Thank you for your very thorough response. I'll do my best to take your comments into consideration in my future coding practices.
@JMC glad to help. There is a lot to learn in C (you really never get done learning it -- it's more of a journey than a ride). So slow down, take it bit by bit and enjoy the journey -- the learning will come, and it will make you a better programmer, regardless what language you end up writing code in.
0

You are not doing malloc properly.

KAB = (double **) malloc(3 * sizeof(double **));

This statement is wrong and will allocate an array of double * but you need an array of double * because each element inside KAB should be a double * to point to an array of doubles and not a double **

Similar is the case with the following statement

KAB[i] =(double *) malloc(3 *sizeof(double*));

Here, you are allocating an array of double * instead, it should be an arrray of doubles.
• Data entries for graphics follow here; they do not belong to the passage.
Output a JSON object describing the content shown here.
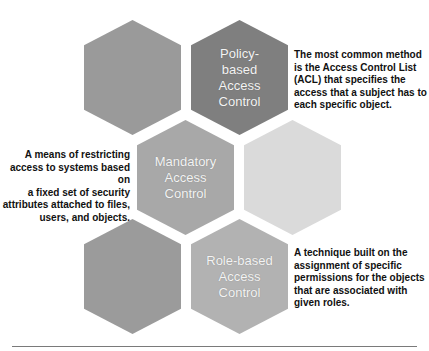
{
  "diagram": {
    "hexagons": [
      {
        "id": "top-left",
        "label": "",
        "color": "#9a9a9a"
      },
      {
        "id": "policy",
        "label": "Policy-\nbased\nAccess\nControl",
        "lines": [
          "Policy-",
          "based",
          "Access",
          "Control"
        ],
        "color": "#7f7f7f"
      },
      {
        "id": "mandatory",
        "label": "Mandatory Access Control",
        "lines": [
          "Mandatory",
          "Access",
          "Control"
        ],
        "color": "#a8a8a8"
      },
      {
        "id": "middle-right",
        "label": "",
        "color": "#dadada"
      },
      {
        "id": "bottom-left",
        "label": "",
        "color": "#9b9b9b"
      },
      {
        "id": "role",
        "label": "Role-based Access Control",
        "lines": [
          "Role-based",
          "Access",
          "Control"
        ],
        "color": "#b2b2b2"
      }
    ],
    "descriptions": {
      "policy": "The most common method is the Access Control List (ACL) that specifies the access that a subject has to each specific object.",
      "mandatory": "A means of restricting access to systems based on a fixed set of security attributes attached to files, users, and objects.",
      "role": "A technique built on the assignment of specific permissions for the objects that are associated with given roles."
    },
    "description_lines": {
      "policy": [
        "The most common method",
        "is the Access Control List",
        "(ACL) that specifies the",
        "access that a subject has to",
        "each specific object."
      ],
      "mandatory": [
        "A means of restricting",
        "access to systems based on",
        "a fixed set of security",
        "attributes attached to files,",
        "users, and objects."
      ],
      "role": [
        "A technique built on the",
        "assignment of specific",
        "permissions for the objects",
        "that are associated with",
        "given roles."
      ]
    }
  }
}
The following code would work correctly.

#include <stdlib.h>
#include <stdio.h>
#include <math.h>
#include <time.h>
#include <string.h>



int main() 
{

    int ms=0,i=0,j=0,n=0;
    double value=0;
    double **KAB;
    KAB = (double **) malloc(3 * sizeof(double *));//makes array of type double pointers
    for(i = 0; i < 15; i++)
    {
      KAB[i] =(double *) malloc(3 *sizeof(double));//each element in KAB points to an array of doubles
    }

      for(i=0;i< 3;i++)
      {
        for(j=0;j< 15;j++)
        {
            KAB[i][j]=0.0;//each value is set to 0.
        }
      }

    for(ms=0; ms < 3; ms++)
    {   
        for(i=0; i<15;i++)
        {       
          value=0;
          for(n=0; n<5 ;n++)
          {
                  value+=ms*1.0+1;    
          }
          KAB[ms][i]=value;

          printf("Step:%d MS:%d\n",i,ms);
          printf("KAB[0][7]=%lf KAB[1][7]=%lf KAB[2][7]=%lf\n",KAB[0][7],KAB[1][7],KAB[2][7]);
        }
    }
    return 0;
}//ends main 

3 Comments

This is why I like to use double **KAB = (double **) malloc(3 * sizeof(*KAB));
Yeah! Clever Trick.
Thank you for pointing this out. Although when trying this I received the same issues from before. As user3121023 pointed out I was inconsistent with my number of rows vs cols when declaring each KAB[i]. The for loop should've been until i <3 instead of 15. Interestingly enough, leaving my original incorrect malloc statement works when going over the correct number of iterations. Thanks again both of you.